South Africa’s ex-president Jacob Zuma has until Wednesday to suggest what sentence he should be given if found guilty of contempt of court, in a marked deviation from the standard rule book.
Zuma, who turned 79 on Monday, repeatedly snubbed a judicial panel investigating the plunder of state coffers during his nine-year rule, claiming bias on the part of its chair and political interference in the judiciary.
The former head of state testified only once in July 2019 before staging a walkout days later.
On January 28, the Constitutional Court ordered Zuma to appear before the commission — led by Deputy Chief Justice Raymond Zondo — but he ignored the order.
Zondo then petitioned the country’s top court to jail the scandal-tainted former leader for two years for contempt.
A defiant Zuma skipped the hearing last month and did not file required affidavits.
The court now wants Zuma to determine “what constitutes the appropriate sanction” if he is found guilty.
Chief Justice Mogoeng Mogoeng last Friday directed Zuma to file an affidavit of no longer than 15 pages on or before Wednesday explaining “the nature and magnitude of sentence that should be imposed” on him.
It is still unclear if the former president will honour the directive.
Neither his lawyer nor his foundation — the two avenues for his communications — replied to repeated attempts for comment.
Experts say it was uncommon for the court to issue such a directive.
‘Mafia state’
The decision creates an impression of special treatment, said James Grant, a constitutional lawyer, but he added that a soft landing could also spell bad news for Zuma.
The court’s judges are “bending over backwards to accommodate him… and are preparing to give him a harsh sentence.
“They want to show themselves as having taken every possible opportunity to hear from him,” Grant explained.
Law professor Omphemetse Sibanda of the University of Limpopo warned that the court’s actions could spell disaster for the country.
In the long term, courts risk being abused by a “clique of rogue powerful elite and politicians as if South Africa is a mafia state where the judiciary is responsible to the politicians,” he wrote in a column on News24 website.
Zuma had earlier this year compared the courts to the apartheid judiciary functioning under white minority rule.
While highlighting his own anti-apartheid exploits, Zuma said in a statement that he was ready for “the law to take its course” and did not fear being arrested, convicted or incarcerated.
“The wrath visited upon me as an individual knows no bounds,” he said.
Zuma’s defiance has split his ruling African National Congress (ANC) party with one faction, led by President Cyril Ramaphosa, vowing to stamp out corruption.
The country’s highest court will make its ruling at an undecided later date.
The findings of the anti-corruption commission will not lead directly to indictments but may be handed to the prosecution for possible charges.
Zuma, who came to power in 2009, was forced to resign in 2018 over graft scandals involving an Indian business family, the Guptas — who won lucrative contracts with state companies and were allegedly even able to choose cabinet ministers.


TASK: Whichever lines include the word "axis", copy them as they appear in the data.

(Excerpts from a figure dataset)
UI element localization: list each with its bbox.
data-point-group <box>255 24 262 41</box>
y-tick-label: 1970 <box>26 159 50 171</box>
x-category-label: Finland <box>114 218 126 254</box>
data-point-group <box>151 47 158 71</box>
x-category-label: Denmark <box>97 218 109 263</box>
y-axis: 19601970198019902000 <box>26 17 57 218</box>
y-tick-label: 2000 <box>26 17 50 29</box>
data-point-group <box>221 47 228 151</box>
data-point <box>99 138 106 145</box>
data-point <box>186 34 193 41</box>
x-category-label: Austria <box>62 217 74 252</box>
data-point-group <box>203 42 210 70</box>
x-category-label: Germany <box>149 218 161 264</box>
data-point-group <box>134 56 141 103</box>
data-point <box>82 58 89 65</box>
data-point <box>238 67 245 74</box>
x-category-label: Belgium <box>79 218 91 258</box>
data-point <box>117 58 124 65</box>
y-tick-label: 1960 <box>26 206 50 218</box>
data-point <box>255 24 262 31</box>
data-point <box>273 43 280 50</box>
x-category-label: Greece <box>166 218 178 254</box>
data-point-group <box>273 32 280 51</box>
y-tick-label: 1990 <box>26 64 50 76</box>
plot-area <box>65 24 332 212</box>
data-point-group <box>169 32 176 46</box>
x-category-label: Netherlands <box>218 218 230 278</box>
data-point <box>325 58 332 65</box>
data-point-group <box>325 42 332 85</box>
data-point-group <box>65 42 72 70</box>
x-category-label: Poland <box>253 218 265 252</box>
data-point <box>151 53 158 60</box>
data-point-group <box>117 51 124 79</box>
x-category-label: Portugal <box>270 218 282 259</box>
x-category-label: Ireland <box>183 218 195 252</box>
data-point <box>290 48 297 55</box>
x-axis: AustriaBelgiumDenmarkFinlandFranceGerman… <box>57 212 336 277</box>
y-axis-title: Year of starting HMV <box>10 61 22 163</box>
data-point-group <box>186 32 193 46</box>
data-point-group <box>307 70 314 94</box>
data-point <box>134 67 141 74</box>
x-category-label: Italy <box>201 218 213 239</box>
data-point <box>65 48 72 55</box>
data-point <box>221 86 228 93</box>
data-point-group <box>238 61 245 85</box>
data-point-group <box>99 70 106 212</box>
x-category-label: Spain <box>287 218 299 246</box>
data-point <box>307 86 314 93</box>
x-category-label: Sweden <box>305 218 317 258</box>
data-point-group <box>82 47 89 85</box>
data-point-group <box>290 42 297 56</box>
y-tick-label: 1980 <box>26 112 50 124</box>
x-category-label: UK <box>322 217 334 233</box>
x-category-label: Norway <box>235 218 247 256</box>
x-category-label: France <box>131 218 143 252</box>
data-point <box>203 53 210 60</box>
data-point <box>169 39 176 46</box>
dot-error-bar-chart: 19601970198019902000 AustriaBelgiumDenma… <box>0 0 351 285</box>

ANSWER TO THIS EXERCISE:
y-axis: 19601970198019902000 <box>26 17 57 218</box>
x-axis: AustriaBelgiumDenmarkFinlandFranceGerman… <box>57 212 336 277</box>
y-axis-title: Year of starting HMV <box>10 61 22 163</box>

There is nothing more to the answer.